Speaking of questionable MSM reporting on political strategy, there seems to be a lot of confusion over the alleged “shift” in Obama messaging about Mitt Romney from “a flip-flopper with no core” to “severely conservative.” Today there’s a long Glenn Thrush/Jonathan Martin piece at Politico that reads like the co-authors were having an argument and just lashed it all together. One minute it seems the Obama campaign junked the “no core” attacks on the advice of Bill Clinton and pollster Benenson; then it appears they are pursuing the two themes simultaneously; and then that there is internal discord on the messaging.
The sources for the “internal discord” interpretation are not exactly unimpeachable: John Weaver, who’s fresh from conducting the train wreck that was Jon Huntsman’s presidential campaign, but has apparently retained his “genius strategist” rep in some circles; and Romney’s own spokesperson Andrea Saul, who says the supposed conflict is a sign of “a White House in search of a reason for reelection.”
I don’t see a problem here. Of course the Obama camp emphasized the “no core” argument during the primaries, since it reinforced conservative doubts about Romney and also painted him as someone so character-less that he’d do or say whatever was necessary to win the nomination. Now that Mitt’s spent months and months pandering to conservative activists and blasting his opponents for ideological heresies real and imagined, it’s perfectly logical to point out how he’s harnessed himself to a political movement that’s partying like it’s 1964. But the “no core” attack line must be recalled now and then to turn on bright flashing lights whenever Romney tries to reposition himself, which he really does need to do lest he come across as Paul Ryan with a lot less personality.
Is it really confusing or risky to depict Romney as an empty suit in the thrall of radicals? Weaver says something I’ve also heard from anxious Democrats who fear that calling Romney a flip-flopper could make him more attractive to swing voters: “Being a flip-flopper might actually help Romney. It shows he’s not an unreasonable person.”
Really? People who don’t like the ideology Romney has been incessantly peddling for the last two presidential cycles are going to vote for him because they believe he’s an incorrigible liar?

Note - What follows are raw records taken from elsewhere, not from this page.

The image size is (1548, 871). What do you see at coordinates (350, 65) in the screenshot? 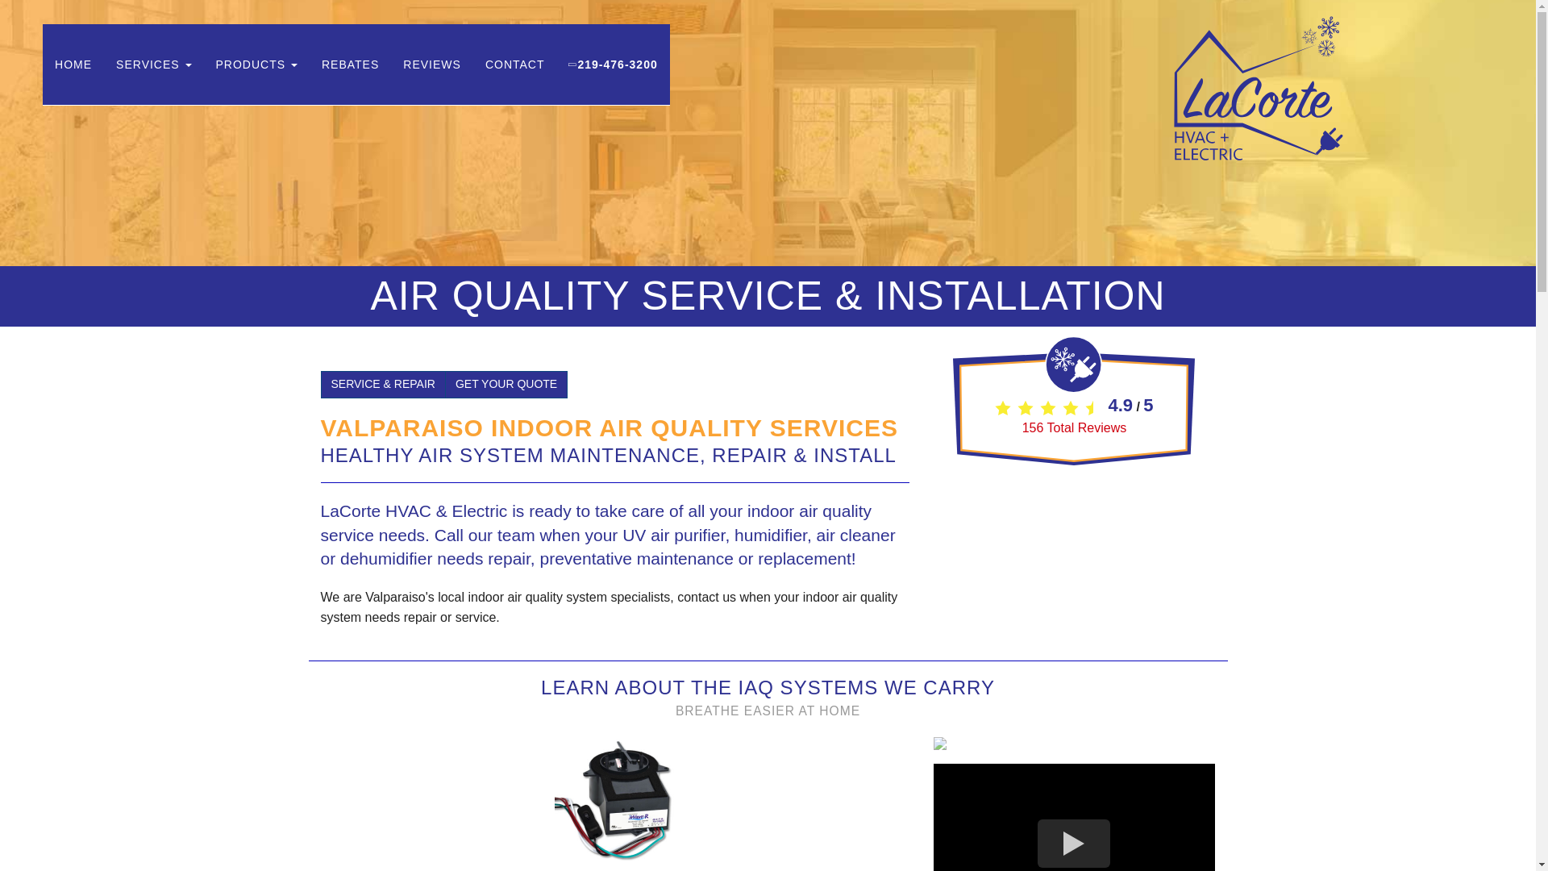
I see `REBATES` at bounding box center [350, 65].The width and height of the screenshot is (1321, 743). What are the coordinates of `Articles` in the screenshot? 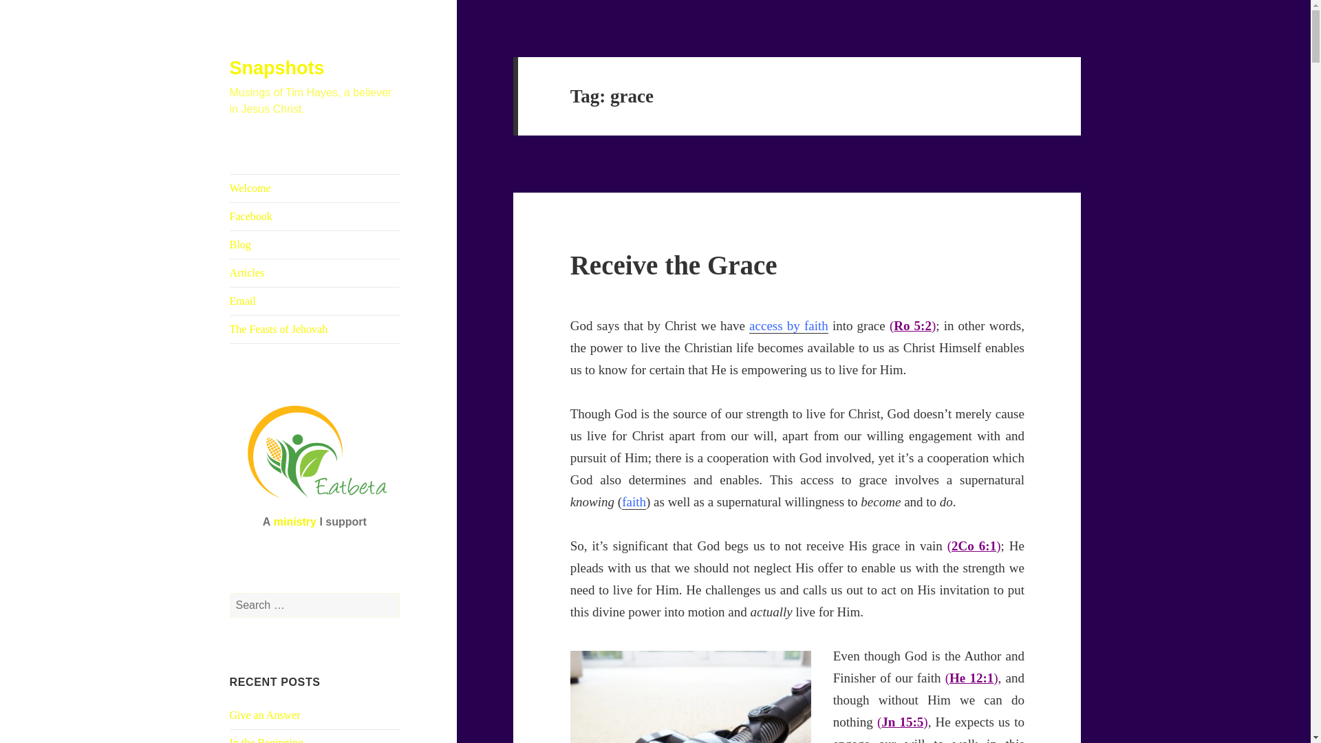 It's located at (315, 272).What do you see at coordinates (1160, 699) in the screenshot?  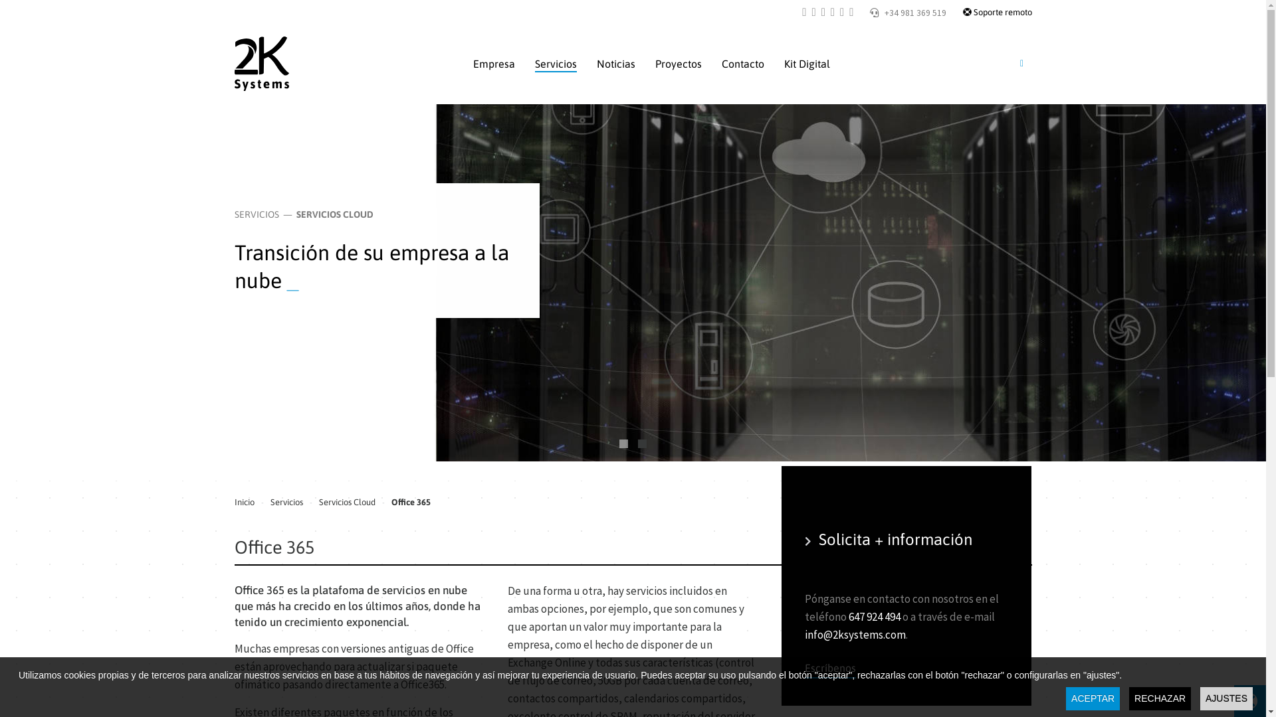 I see `RECHAZAR` at bounding box center [1160, 699].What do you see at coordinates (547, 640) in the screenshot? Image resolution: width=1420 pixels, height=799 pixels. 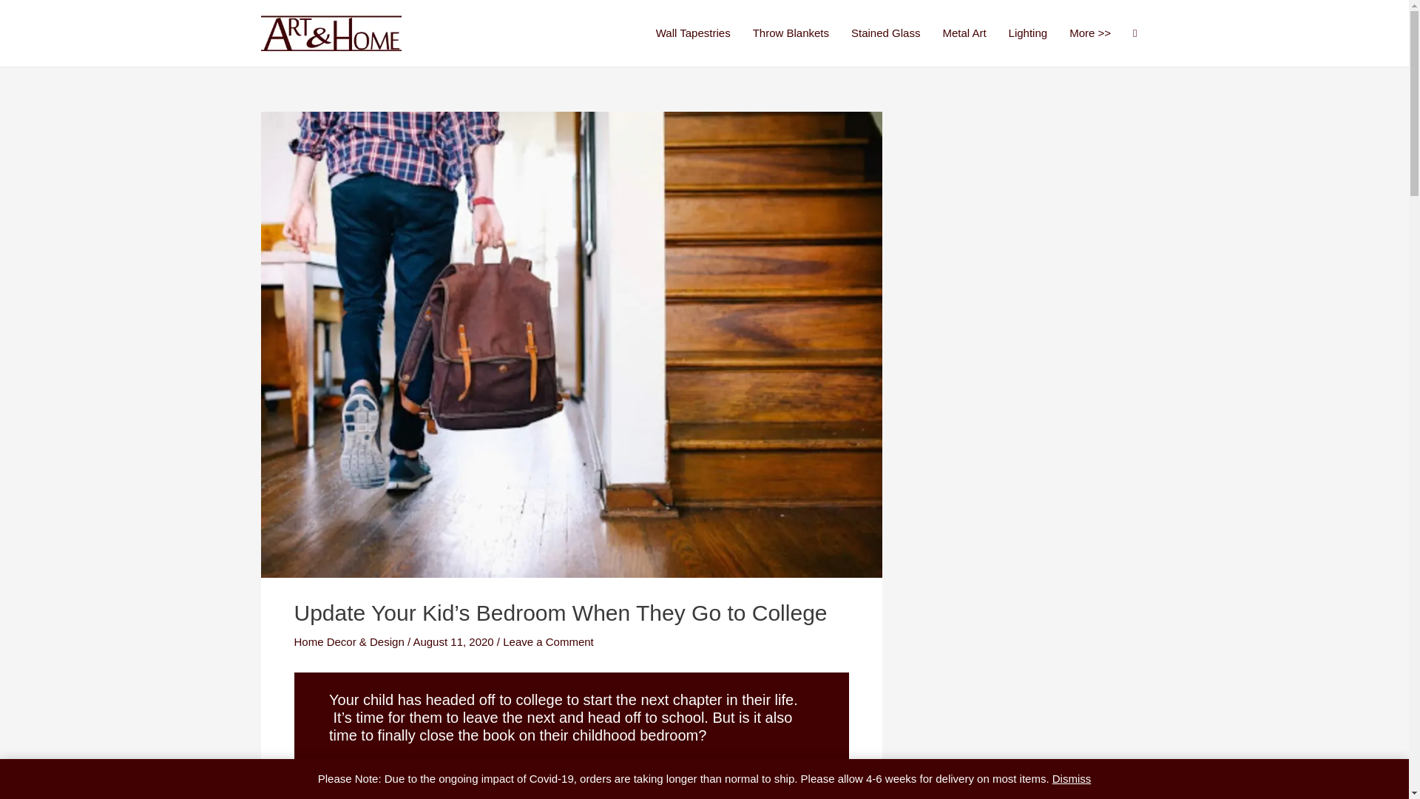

I don’t think so. Mitt has built a trap for himself throughout his public career, and Team Obama would be foolish not to bait it and spring it. Persuadable voters don’t much like flip-floppers and don’t much like “severly conservative” ideologues, either. And they really don’t like pols without the character to maintain a reasonably consistent point of view even as they ingratiate themselves to people who are unreasonably enslaved to an extremist ideology against which every decision made by Romney every single day of his presidency would be policed relentlessly and viciously.